House Budget Proposes Dangerous Cuts to Healthcare, Food, Youth Justice

Last week, Matt Hall, the Speaker of Michigan House of Representatives, introduced the House Republicans 800-page budget proposal, gave lawmakers 1 hour to review it, and then passed it out of the House

The budget calls for major across the board cuts. As our fiscal sponsor, the Michigan League for Public Policy notes, it calls for $5 billion in cuts to health care, human services, food safety programs, environmental health and more. Incarcerated people are especially targeted for these cuts to health care, food services, and essential programs. Other cuts threaten constitutionally-mandated public defense, programs to support kids in the juvenile justice system, and the courts. 

Here’s a summary of some of the key proposals in the House budget: 

Prisons

  • Reducing the reentry (aka “offender success”) budget by $7.8m from current levels, including
    • Cutting $1.25M from the Goodwill “Flip the Script” reentry program. 
    • Eliminate $2.5M in criminal justice reinvestment programs to fund “evidence-based programs designed to reduce recidivism among probationers, parolees, and prisoners.”
    • Maintain, but not increase, the $1.25M currently allocated to higher education in prison (the Governor and Senate budgets proposed $2M)
  • Cutting $2.6M from prison food service
  • Cutting $12.7M and 100 FTE from MDOC “Clinical complexes”
  • Eliminating 775 authorized positions within the Department of Corrections
  • Failing to include funding to reimburse healthcare providers who were not paid for services by an MDOC contractor, as noted by the Michigan Health & Hospital Association 

Juvenile Justice

  • Eliminating $195K from the Committee on juvenile justice administration
  • Maintaining the committee on juvenile justice grants at $300k
  • Cutting the budget for Juvenile justice, administration and maintenance by $1M and cutting authorized staffing in half. 
  • Eliminating At Risk Youth grants

Judiciary

  • Cutting the State Supreme Court budget by 33% or $30M
  • Reducing the Community dispute resolution by $0.5M
  • Eliminating funding for jail reform advisory support, Justice For All Initiative, the Swift and Sure Sanctions Program, and the next generation Michigan court system
  • Cutting the Michigan Indigent Defense Commission operations by $400k and the Michigan indigent defense commission grants to local communities by $50M, 19%

Analysis

Reductions in prison population should lead to reductions in prison spending, but spending cuts without decarceration are dangerous and irresponsible. 

Michigan Collaborative to End Mass Incarceration is committed to ending over-incarceration and reinvesting the money saved in the Black, Brown, and low-income communities hurt by the overgrown prison system. 

But we’ve also seen how premature cuts to prison spending can further harm incarcerated people and their families.
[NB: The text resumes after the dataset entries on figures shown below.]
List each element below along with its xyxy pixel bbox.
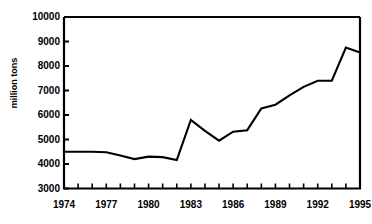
chart-container: million tons 300040005000600070008000900… <box>0 0 372 224</box>
axis-frame-path <box>64 17 360 189</box>
data-series-line <box>64 48 360 160</box>
plot-area <box>0 0 372 224</box>
axis-frame <box>64 17 360 189</box>
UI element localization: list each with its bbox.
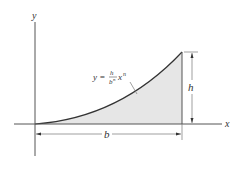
b-arrow-right — [176, 133, 181, 136]
area-under-curve-diagram: y x h b y = h b n x n — [0, 0, 248, 184]
equation-variable: x — [117, 72, 122, 82]
equation-variable-exp: n — [123, 71, 126, 77]
equation-denominator-exp: n — [113, 77, 116, 82]
curve-equation: y = h b n x n — [92, 69, 126, 86]
h-arrow-bottom — [191, 118, 194, 123]
equation-lhs: y = — [92, 72, 105, 82]
h-arrow-top — [191, 53, 194, 58]
y-axis-label: y — [31, 10, 37, 21]
h-label: h — [188, 81, 194, 93]
shaded-area — [35, 52, 182, 124]
b-label: b — [104, 128, 110, 140]
b-arrow-left — [36, 133, 41, 136]
x-axis-label: x — [224, 118, 230, 129]
equation-numerator: h — [110, 69, 114, 77]
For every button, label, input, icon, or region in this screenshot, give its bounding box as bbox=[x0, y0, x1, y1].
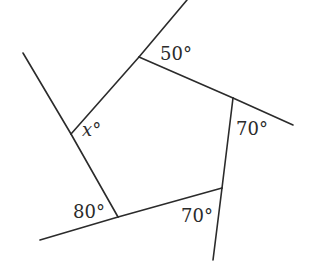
ray-left bbox=[23, 53, 71, 134]
angle-label-bottom-left: 80° bbox=[73, 201, 105, 222]
side-right-bottom-right bbox=[222, 98, 233, 188]
angle-label-left-unknown: x° bbox=[82, 119, 101, 140]
pentagon-exterior-angles-diagram: 50° 70° 70° 80° x° bbox=[0, 0, 310, 271]
ray-bottom-right bbox=[213, 188, 222, 260]
angle-label-bottom-right: 70° bbox=[181, 205, 213, 226]
angle-label-top: 50° bbox=[160, 43, 192, 64]
angle-label-right: 70° bbox=[236, 118, 268, 139]
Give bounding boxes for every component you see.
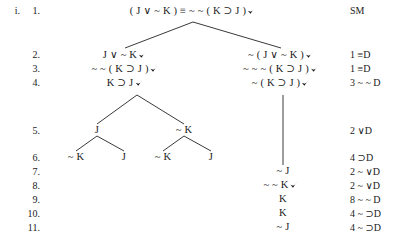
justification-line-4: 3 ~ ~ D [350,77,381,88]
formula-node-n4L: K ⊃ J [107,76,144,88]
line-number-1: 1. [18,5,40,16]
justification-line-2: 1 ≡D [350,49,370,60]
line-number-5: 5. [18,125,40,136]
formula-node-n3R: ~ ~ ~ ( K ⊃ J ) [243,62,319,74]
formula-text: ~ ~ K [263,179,288,190]
branch-line-j-to-j [97,136,124,151]
formula-node-n6c: ~ K [155,151,172,162]
branch-line-notk-to-j [184,136,211,151]
checkmark-icon [138,50,147,59]
branch-line-root-to-left-branch [125,22,193,48]
formula-text: ~ K [68,151,85,162]
checkmark-icon [150,64,159,73]
formula-node-n7: ~ J [277,165,290,176]
line-number-8: 8. [18,180,40,191]
formula-text: J [209,151,213,162]
checkmark-icon [290,180,299,189]
formula-node-n4R: ~ ( K ⊃ J ) [252,76,310,88]
checkmark-icon [305,50,314,59]
formula-node-n3L: ~ ~ ( K ⊃ J ) [91,62,158,74]
formula-node-n6d: J [209,151,213,162]
formula-node-n2L: J ∨ ~ K [103,48,147,60]
formula-text: ( J ∨ ~ K ) ≡ ~ ~ ( K ⊃ J ) [130,5,246,16]
line-number-2: 2. [18,49,40,60]
formula-text: ~ ( J ∨ ~ K ) [248,49,304,60]
formula-node-n5L: J [95,124,99,135]
formula-node-n10: K [279,207,287,218]
formula-text: J [122,151,126,162]
justification-line-5: 2 ∨D [350,125,372,136]
formula-text: ~ ~ ( K ⊃ J ) [91,63,148,74]
branch-line-j-to-notk [76,136,97,151]
checkmark-icon [310,64,319,73]
branch-line-root-to-right-branch [193,22,281,48]
formula-text: ~ K [176,124,193,135]
formula-text: ~ J [277,221,290,232]
line-number-9: 9. [18,194,40,205]
checkmark-icon [301,78,310,87]
formula-text: J ∨ ~ K [103,49,137,60]
formula-node-n11: ~ J [277,221,290,232]
formula-node-n2R: ~ ( J ∨ ~ K ) [248,48,314,60]
branch-line-left-to-notk [137,95,184,124]
line-number-3: 3. [18,63,40,74]
branch-lines [0,0,402,252]
formula-text: J [95,124,99,135]
formula-text: ~ K [155,151,172,162]
line-number-7: 7. [18,166,40,177]
formula-text: K ⊃ J [107,77,134,88]
formula-node-n6b: J [122,151,126,162]
formula-text: ~ ~ ~ ( K ⊃ J ) [243,63,309,74]
line-number-10: 10. [18,208,40,219]
justification-line-8: 2 ~ ∨D [350,180,380,191]
branch-line-left-to-j [97,95,137,124]
truth-tree-page: i. 1.2.3.4.5.6.7.8.9.10.11. ( J ∨ ~ K ) … [0,0,402,252]
line-number-4: 4. [18,77,40,88]
formula-node-n6a: ~ K [68,151,85,162]
formula-text: ~ J [277,165,290,176]
justification-line-11: 4 ~ ⊃D [350,222,381,233]
formula-node-n8: ~ ~ K [263,179,298,190]
formula-node-n9: K [279,193,287,204]
justification-line-3: 1 ≡D [350,63,370,74]
branch-line-notk-to-notk [163,136,184,151]
formula-text: K [279,193,287,204]
line-number-6: 6. [18,152,40,163]
justification-line-6: 4 ⊃D [350,152,373,163]
formula-text: ~ ( K ⊃ J ) [252,77,300,88]
line-number-11: 11. [18,222,40,233]
justification-line-7: 2 ~ ∨D [350,166,380,177]
justification-line-9: 8 ~ ~ D [350,194,381,205]
formula-text: K [279,207,287,218]
justification-line-1: SM [350,5,364,16]
justification-line-10: 4 ~ ⊃D [350,208,381,219]
formula-node-n1: ( J ∨ ~ K ) ≡ ~ ~ ( K ⊃ J ) [130,4,256,16]
formula-node-n5R: ~ K [176,124,193,135]
checkmark-icon [247,6,256,15]
checkmark-icon [134,78,143,87]
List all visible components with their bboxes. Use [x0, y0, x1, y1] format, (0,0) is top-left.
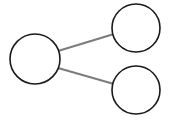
node-child-bottom[interactable]	[112, 66, 160, 114]
node-link-diagram	[0, 0, 169, 120]
node-child-top[interactable]	[112, 4, 160, 52]
node-root[interactable]	[10, 34, 60, 84]
edge-root-to-child-top	[58, 34, 114, 51]
edge-root-to-child-bottom	[58, 68, 114, 84]
diagram-canvas	[0, 0, 169, 120]
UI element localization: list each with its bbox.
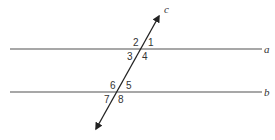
diagram-canvas: a b c 2 1 3 4 6 5 7 8 — [0, 0, 275, 140]
angle-7-label: 7 — [104, 94, 110, 105]
angle-4-label: 4 — [142, 51, 148, 62]
angle-1-label: 1 — [148, 37, 154, 48]
angle-3-label: 3 — [127, 51, 133, 62]
line-a-label: a — [264, 43, 270, 55]
angle-5-label: 5 — [126, 80, 132, 91]
angle-6-label: 6 — [110, 80, 116, 91]
angle-2-label: 2 — [133, 37, 139, 48]
angle-8-label: 8 — [118, 94, 124, 105]
transversal-c — [96, 16, 159, 129]
transversal-c-label: c — [164, 3, 169, 15]
line-b-label: b — [264, 86, 270, 98]
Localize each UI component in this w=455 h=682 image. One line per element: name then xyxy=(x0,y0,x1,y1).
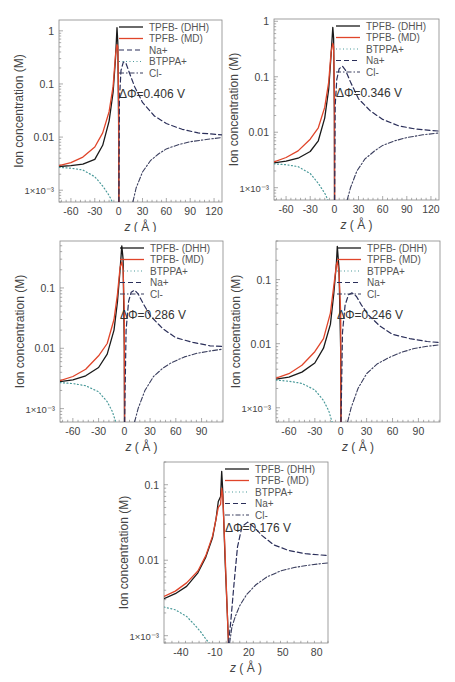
series-line-cl- xyxy=(133,138,222,202)
legend-label: BTPPA+ xyxy=(367,266,405,277)
x-tick-label: 30 xyxy=(353,203,365,215)
delta-phi-annotation: ΔΦ=0.346 V xyxy=(336,86,402,100)
series-line-tpfb-dhh- xyxy=(164,471,229,643)
x-tick-label: -60 xyxy=(63,205,78,217)
series-group xyxy=(59,28,222,212)
legend-label: Cl- xyxy=(149,68,162,79)
y-tick-label: 1 xyxy=(263,15,269,27)
legend-label: Na+ xyxy=(367,277,386,288)
plot-frame xyxy=(60,241,223,422)
x-tick-label: 90 xyxy=(413,425,425,437)
series-line-cl- xyxy=(135,349,223,422)
y-tick-label: 0.01 xyxy=(34,131,55,143)
y-tick-label: 1×10⁻³ xyxy=(24,185,54,196)
y-tick-label: 0.01 xyxy=(251,338,272,350)
legend-label: TPFB- (DHH) xyxy=(149,22,209,33)
x-tick-label: 30 xyxy=(361,425,373,437)
chart-svg: -40-102050801×10⁻³0.010.1Ion concentrati… xyxy=(110,450,350,682)
series-line-tpfb-md- xyxy=(274,43,335,200)
x-tick-label: 60 xyxy=(387,425,399,437)
series-line-cl- xyxy=(347,133,439,200)
x-tick-label: 90 xyxy=(184,205,196,217)
series-group xyxy=(60,246,223,433)
legend-label: Cl- xyxy=(366,67,379,78)
x-tick-label: 50 xyxy=(277,646,289,658)
x-tick-label: -30 xyxy=(307,425,322,437)
chart-svg: -60-3003060901201×10⁻³0.010.11Ion concen… xyxy=(227,0,455,232)
series-group xyxy=(274,27,439,210)
series-line-cl- xyxy=(230,563,328,643)
x-tick-label: -10 xyxy=(207,646,222,658)
y-tick-label: 0.1 xyxy=(256,274,271,286)
y-tick-label: 1×10⁻³ xyxy=(239,183,269,194)
x-tick-label: 0 xyxy=(121,425,127,437)
x-axis-label: z ( Å ) xyxy=(229,660,262,675)
plot-frame xyxy=(276,241,440,422)
y-tick-label: 0.1 xyxy=(40,282,55,294)
legend-label: Cl- xyxy=(367,289,380,300)
series-line-tpfb-md- xyxy=(164,488,229,643)
legend-label: Cl- xyxy=(255,510,268,521)
series-group xyxy=(276,246,440,433)
delta-phi-annotation: ΔΦ=0.406 V xyxy=(119,87,185,101)
y-tick-label: 0.01 xyxy=(139,554,160,566)
y-axis-label: Ion concentration (M) xyxy=(12,54,26,167)
legend: TPFB- (DHH)TPFB- (MD)BTPPA+Na+Cl- xyxy=(337,243,427,300)
legend-label: TPFB- (DHH) xyxy=(255,464,315,475)
series-group xyxy=(164,471,328,643)
series-line-tpfb-dhh- xyxy=(59,28,119,202)
legend-label: TPFB- (MD) xyxy=(255,475,309,486)
legend-label: TPFB- (DHH) xyxy=(150,243,210,254)
legend: TPFB- (DHH)TPFB- (MD)BTPPA+Na+Cl- xyxy=(225,464,315,521)
legend-label: TPFB- (MD) xyxy=(366,32,420,43)
x-tick-label: 20 xyxy=(243,646,255,658)
legend-label: BTPPA+ xyxy=(150,266,188,277)
legend: TPFB- (DHH)TPFB- (MD)Na+BTPPA+Cl- xyxy=(119,22,209,79)
legend-label: TPFB- (DHH) xyxy=(367,243,427,254)
x-tick-label: 30 xyxy=(137,205,149,217)
delta-phi-annotation: ΔΦ=0.246 V xyxy=(337,308,403,322)
chart-svg: -60-3003060901×10⁻³0.010.1Ion concentrat… xyxy=(227,228,455,460)
panel-4: -40-102050801×10⁻³0.010.1Ion concentrati… xyxy=(110,450,350,682)
y-tick-label: 0.1 xyxy=(254,71,269,83)
x-tick-label: 0 xyxy=(331,203,337,215)
legend-label: Cl- xyxy=(150,289,163,300)
x-tick-label: 30 xyxy=(144,425,156,437)
x-tick-label: -40 xyxy=(173,646,188,658)
legend-label: TPFB- (MD) xyxy=(149,33,203,44)
series-line-na- xyxy=(229,522,329,643)
x-tick-label: -30 xyxy=(303,203,318,215)
x-tick-label: 0 xyxy=(338,425,344,437)
panel-1: -60-3003060901201×10⁻³0.010.11Ion concen… xyxy=(227,0,455,232)
legend: TPFB- (DHH)TPFB- (MD)BTPPA+Na+Cl- xyxy=(336,21,426,78)
series-line-tpfb-md- xyxy=(59,45,119,202)
series-line-cl- xyxy=(348,345,440,422)
chart-svg: -60-3003060901201×10⁻³0.010.11Ion concen… xyxy=(0,0,230,232)
x-tick-label: 0 xyxy=(116,205,122,217)
x-tick-label: -60 xyxy=(281,425,296,437)
legend-label: BTPPA+ xyxy=(255,487,293,498)
legend-label: TPFB- (MD) xyxy=(150,254,204,265)
y-tick-label: 0.01 xyxy=(35,342,56,354)
y-tick-label: 1×10⁻³ xyxy=(129,631,159,642)
y-axis-label: Ion concentration (M) xyxy=(229,275,243,388)
x-tick-label: 90 xyxy=(401,203,413,215)
x-tick-label: -30 xyxy=(87,205,102,217)
y-tick-label: 0.1 xyxy=(39,78,54,90)
x-tick-label: 60 xyxy=(170,425,182,437)
panel-0: -60-3003060901201×10⁻³0.010.11Ion concen… xyxy=(0,0,230,232)
legend-label: Na+ xyxy=(150,277,169,288)
legend-label: Na+ xyxy=(149,45,168,56)
series-line-tpfb-dhh- xyxy=(274,27,335,200)
plot-frame xyxy=(164,462,328,643)
x-tick-label: 60 xyxy=(377,203,389,215)
legend-label: TPFB- (DHH) xyxy=(366,21,426,32)
series-line-btppa- xyxy=(164,607,209,643)
y-axis-label: Ion concentration (M) xyxy=(13,275,27,388)
series-line-tpfb-dhh- xyxy=(276,246,341,422)
series-line-tpfb-dhh- xyxy=(60,246,125,422)
y-tick-label: 1 xyxy=(48,25,54,37)
x-tick-label: 90 xyxy=(196,425,208,437)
x-tick-label: 80 xyxy=(311,646,323,658)
series-line-tpfb-md- xyxy=(276,262,341,422)
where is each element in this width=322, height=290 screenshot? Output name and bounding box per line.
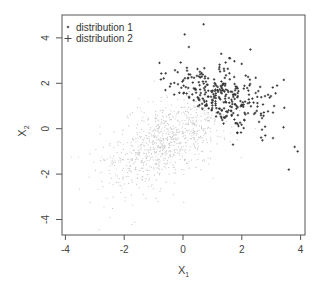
y-tick-label: 2 (40, 80, 51, 86)
x-axis: -4-2024 (61, 235, 304, 255)
x-tick-label: 0 (180, 244, 186, 255)
y-axis-title: X2 (16, 125, 30, 136)
y-axis-title-group: X2 (16, 125, 30, 136)
x-tick-label: 4 (298, 244, 304, 255)
legend-label: distribution 1 (76, 22, 133, 33)
x-axis-title: X1 (178, 264, 189, 278)
legend: distribution 1 distribution 2 (65, 22, 134, 44)
legend-label: distribution 2 (76, 33, 133, 44)
y-axis: -4-2024 (40, 35, 62, 224)
distribution-2-points (158, 23, 299, 171)
y-tick-label: -4 (40, 215, 51, 224)
y-tick-label: 0 (40, 125, 51, 131)
x-tick-label: -2 (120, 244, 129, 255)
legend-item-distribution-2: distribution 2 (65, 33, 134, 44)
y-tick-label: -2 (40, 169, 51, 178)
plus-marker-icon (65, 35, 72, 42)
x-tick-label: -4 (61, 244, 70, 255)
dot-marker-icon (67, 26, 70, 29)
scatter-chart: -4-2024 -4-2024 X1 X2 distribution 1 dis… (0, 0, 322, 290)
legend-item-distribution-1: distribution 1 (67, 22, 133, 33)
x-tick-label: 2 (239, 244, 245, 255)
y-tick-label: 4 (40, 35, 51, 41)
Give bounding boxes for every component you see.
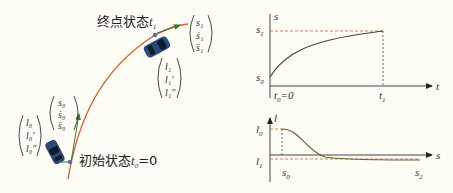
end-car-icon <box>142 35 171 59</box>
start-l-vector: l₀ l₀′ l₀″ <box>19 115 41 156</box>
svg-text:t0=0: t0=0 <box>274 89 294 104</box>
svg-text:s: s <box>274 10 278 22</box>
svg-text:s1: s1 <box>256 23 264 38</box>
svg-text:ṡ₁: ṡ₁ <box>196 30 203 41</box>
start-state-label: 初始状态t0=0 <box>79 153 157 170</box>
svg-text:s₀: s₀ <box>58 97 66 108</box>
svg-text:ṡ₀: ṡ₀ <box>58 109 66 120</box>
end-heading-arrow <box>157 25 180 33</box>
diagram-canvas: 初始状态t0=0 终点状态t1 s₀ ṡ₀ s̈₀ l₀ l₀′ l₀″ s₁ … <box>0 0 453 193</box>
svg-text:l₀′: l₀′ <box>26 130 35 141</box>
start-point <box>68 160 73 165</box>
svg-text:s: s <box>436 149 440 161</box>
svg-text:s̈₁: s̈₁ <box>196 42 203 53</box>
l-s-chart: l s l0 l1 s0 s2 <box>256 112 440 182</box>
svg-text:l: l <box>274 112 277 124</box>
svg-text:t1: t1 <box>379 89 386 104</box>
svg-text:l₁: l₁ <box>165 61 171 72</box>
svg-text:s0: s0 <box>256 71 264 86</box>
svg-text:s₁: s₁ <box>196 17 203 28</box>
end-l-vector: l₁ l₁′ l₁″ <box>158 58 181 98</box>
end-state-label: 终点状态t1 <box>97 14 156 31</box>
start-car-icon <box>44 139 66 166</box>
s-t-chart: s t s1 s0 t0=0 t1 <box>256 10 440 104</box>
svg-text:l0: l0 <box>256 123 263 138</box>
svg-text:s2: s2 <box>415 166 423 181</box>
end-s-vector: s₁ ṡ₁ s̈₁ <box>190 15 212 53</box>
svg-text:l1: l1 <box>256 155 263 170</box>
svg-text:l₀: l₀ <box>26 117 33 128</box>
trajectory-diagram: 初始状态t0=0 终点状态t1 s₀ ṡ₀ s̈₀ l₀ l₀′ l₀″ s₁ … <box>19 14 212 179</box>
end-point <box>153 33 158 38</box>
svg-text:l₁″: l₁″ <box>165 87 176 98</box>
start-s-vector: s₀ ṡ₀ s̈₀ <box>50 96 78 131</box>
svg-text:l₁′: l₁′ <box>165 74 174 85</box>
s-t-curve <box>270 31 383 77</box>
svg-text:l₀″: l₀″ <box>26 143 37 154</box>
svg-text:t: t <box>436 80 440 92</box>
svg-text:s0: s0 <box>282 166 290 181</box>
svg-text:s̈₀: s̈₀ <box>58 120 66 131</box>
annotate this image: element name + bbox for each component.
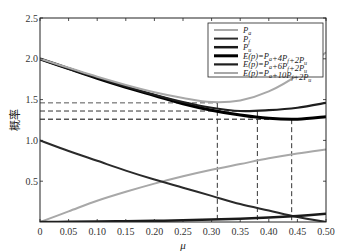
y-tick-label: 1.0	[26, 135, 39, 146]
y-tick-label: 1.5	[26, 94, 39, 105]
y-tick-label: 0.5	[26, 176, 39, 187]
y-tick-label: 2.0	[26, 53, 39, 64]
x-tick-label: 0.05	[60, 226, 78, 237]
series-line	[40, 140, 326, 222]
x-tick-label: 0.10	[88, 226, 106, 237]
x-tick-label: 0.20	[146, 226, 164, 237]
x-tick-label: 0.35	[231, 226, 249, 237]
series-line	[40, 149, 326, 222]
x-tick-label: 0.50	[317, 226, 335, 237]
x-tick-label: 0.25	[174, 226, 192, 237]
y-axis-label: 概率	[8, 109, 21, 131]
x-axis-label: μ	[179, 239, 186, 251]
x-tick-label: 0.30	[203, 226, 221, 237]
x-tick-label: 0	[38, 226, 43, 237]
x-tick-label: 0.15	[117, 226, 135, 237]
legend: PaPfPuE(p)=Pa+4Pf+2PuE(p)=Pa+6Pf+2PuE(p)…	[208, 23, 323, 83]
y-tick-label: 2.5	[26, 13, 39, 24]
x-tick-label: 0.45	[289, 226, 307, 237]
x-tick-label: 0.40	[260, 226, 278, 237]
line-chart: 00.050.100.150.200.250.300.350.400.450.5…	[0, 0, 346, 252]
reference-lines	[40, 103, 292, 222]
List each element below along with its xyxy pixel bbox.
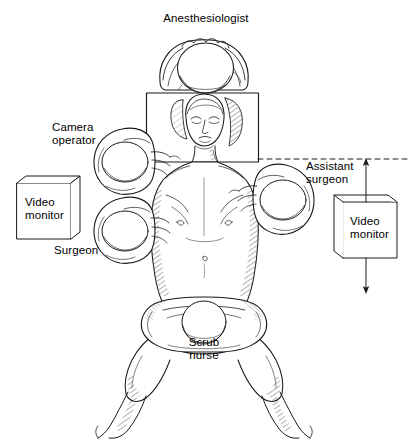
label-camera-operator-line2: operator xyxy=(52,134,122,148)
label-video-monitor-left-line1: Video xyxy=(25,196,75,210)
label-assistant-surgeon-line2: surgeon xyxy=(306,173,382,187)
label-assistant-surgeon-line1: Assistant xyxy=(306,160,382,174)
label-surgeon: Surgeon xyxy=(54,244,124,258)
surgical-room-diagram: Anesthesiologist Camera operator Assista… xyxy=(0,0,408,439)
label-scrub-nurse-line1: Scrub xyxy=(166,336,242,350)
label-video-monitor-right-line1: Video xyxy=(350,215,400,229)
label-anesthesiologist: Anesthesiologist xyxy=(144,12,268,26)
anesthesiologist-figure xyxy=(160,39,249,93)
arrow-down-to-monitor xyxy=(363,258,369,294)
label-video-monitor-right-line2: monitor xyxy=(350,228,400,242)
label-scrub-nurse-line2: nurse xyxy=(166,349,242,363)
label-video-monitor-left-line2: monitor xyxy=(25,209,75,223)
label-camera-operator-line1: Camera xyxy=(52,121,122,135)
Just look back to the Aramark moldy food scandal to see the risk of focusing only on prison costs. 

Today Michigan prisons are facing a serious overcrowding and understaffing situation. Everybody suffers when corrections officers are regularly forced to work double shifts and when there aren’t enough staff to support family visits and educational programming. 

MDOC currently has over 775 vacancies, so the proposed cuts would not further reduce current staffing levels. Instead the budget gives up on reaching full staffing. Any reductions in prison staffing should go hand-in-hand with reduction in prison population, otherwise all it creates are degraded conditions that endanger workers, incarcerated people, and public safety. 

Furthermore, proposed cuts to healthcare and food service can end up costing more over the long haul. When anyone, whether incarcerated or not, forgoes medical care because of high cost or low quality, their medical needs don’t go away. Instead, they face more expensive, long-term needs. Already, the low quality and insufficient quantity of prison food requires people to supplement their diet with food from commissary, but since not all incarcerated people have family support, some people have to turn to stealing or other illicit activities to get adequate food. Short changing on food and medical care creates unsafe dynamics in prison that undermine the rehabilitative goals of the Department of Corrections. 

As a recent report by the Ford School of Public Policy and American Friends Service Committee shows, there are safe ways to reduce the prison population by reviewing the sentences of people who have already served long prison terms and who are least likely to recidivate. This is the path to meet and exceed the cost and staffing reductions proposed in the House bills, but it requires either enabling legislation to allow for the review of significant numbers of people who have served long sentences or a vigorous commutation push by the Governor to use executive authority to address the overcrowding/understaffing problem. 

What happens next?

What we have now are three different state budget proposals: one introduced by the Governor, one passed by the Senate, and this one passed by the House. Now negotiations begin to try to reconcile these three budgets. Complicating the matter is that the Governor and Speaker Hall have both called for a roads plan to be part of the final budget. If the three branches of government don’t reach an agreement (or at least a short-term continuation budget) by Sept 30, the state government could shut down non-essential services. 
Over the next three weeks expect a lot of posturing from the different factions, and make sure your voice is heard by letting your senator, representative, and the Governor know that you want a budget that invests in public safety through prevention, rehabilitation, and reentry.